Basic income initiative criticised as a threat to the budget
January 11th, 2014The number one business daily condemns the Hungarian branch of an international initiative which has proposed a guaranteed and unconditional “basic income” for all European citizens as ”campaign-flavoured”.
A Hungarian team has joined a pan-European movement which demands that EU member countries should give all their citizens subsistence level revenue, regardless of their economic performance. In their report they propose a monthly sum of 25 thousand Forints per child, 50 thousand per adult and 75 thousand for pregnant women.
In an unsigned analysis, Napi Gazdaság calculates that their idea, if enacted, would increase public expenditures by over one third, or one quarter, in the event that all existing welfare subsidies were to be terminated and replaced by the new scheme. The author suspects that the proposal is not entirely independent from the electoral campaign already underway, although the date of the next election is still to be announced by President Áder. In fact, the idea of a guaranteed basic revenue for all was readily embraced in November last year by former Socialist House Speaker Katalin Szili, who will run for a seat in Parliament as chairman of her new splinter party, while in December the Socialist Party tabled a motion proposing a parliamentary debate on the issue. Quoting economist Zoltán Pogátsa, Napi Gazdaság argues that a guaranteed subsistence level income would involve an increase in the minimum wage and by implication also the average wage, as otherwise there would be no incentive to take certain jobs. Sudden wage hikes, on the other hand, would harm Hungary’s competitiveness and thus jeopardize economic recovery.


(WORK TO COMPLETE): Using only the entries below, output the lines starting at the one containing "In this 1024w x 768h image, locate person." and ending at the one containing "I want to find", exactly and inclusive of both, omitting the pictures.

--- PROVIDED MATERIAL ---

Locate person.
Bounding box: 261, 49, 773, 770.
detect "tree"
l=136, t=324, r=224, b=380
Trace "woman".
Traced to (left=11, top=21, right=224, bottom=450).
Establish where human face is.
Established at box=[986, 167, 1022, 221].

---
--- PROVIDED MATERIAL ---

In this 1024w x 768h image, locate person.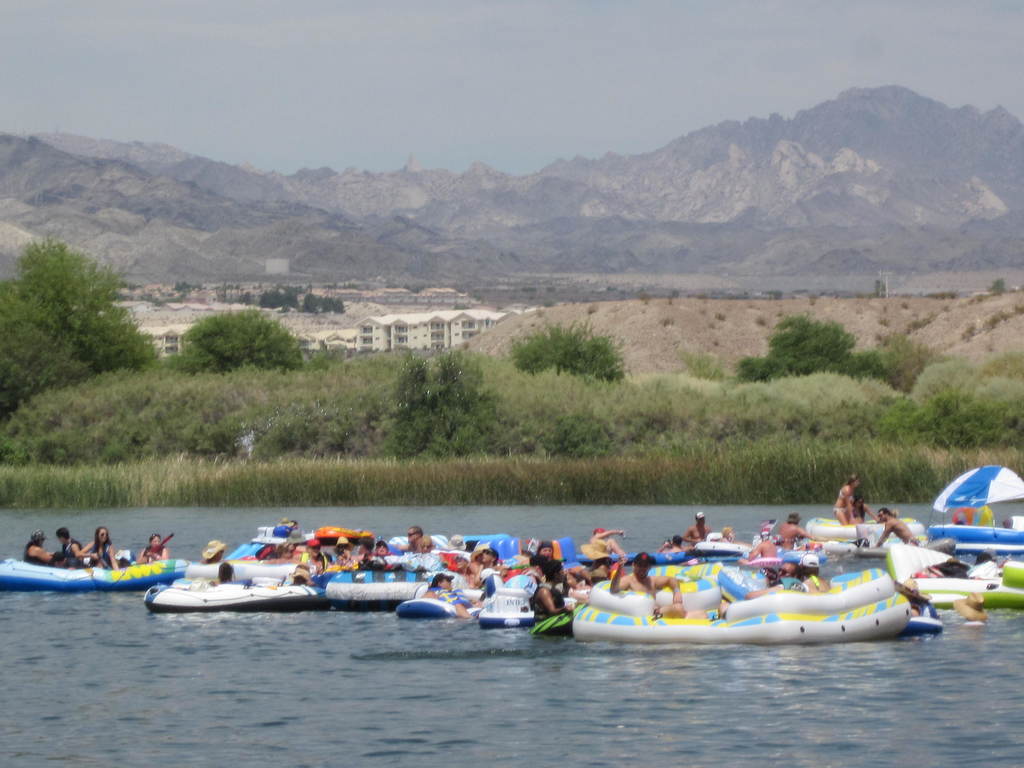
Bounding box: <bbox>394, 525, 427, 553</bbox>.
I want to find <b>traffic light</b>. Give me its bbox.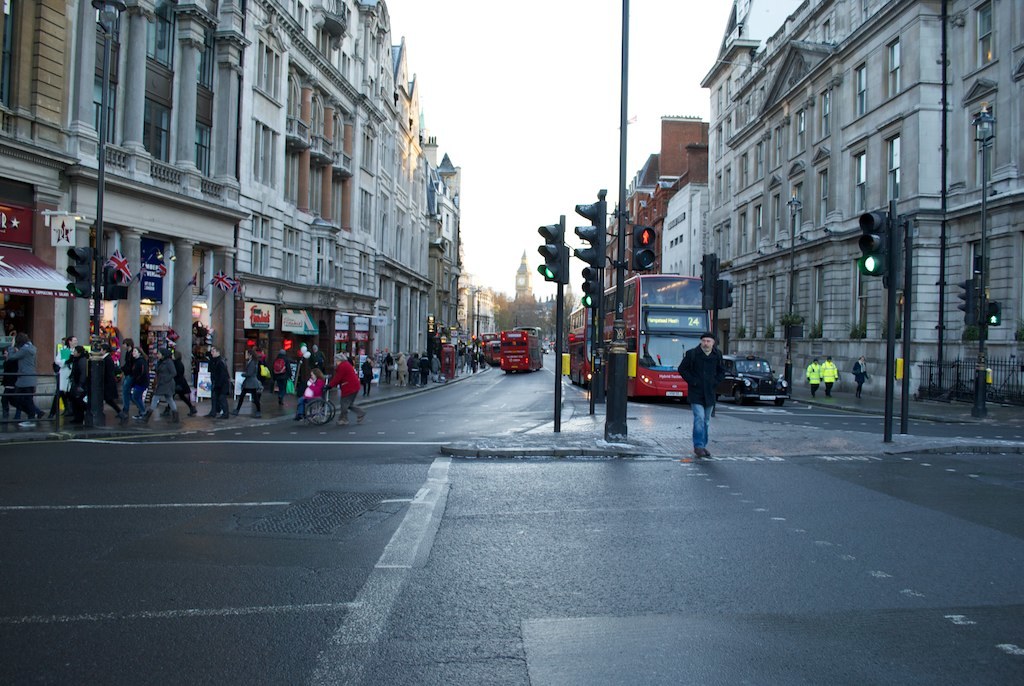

---

(REPLY):
In this 1024w x 768h image, locate person.
Bounding box: <bbox>394, 525, 427, 553</bbox>.
I want to find <b>traffic light</b>. Give me its bbox.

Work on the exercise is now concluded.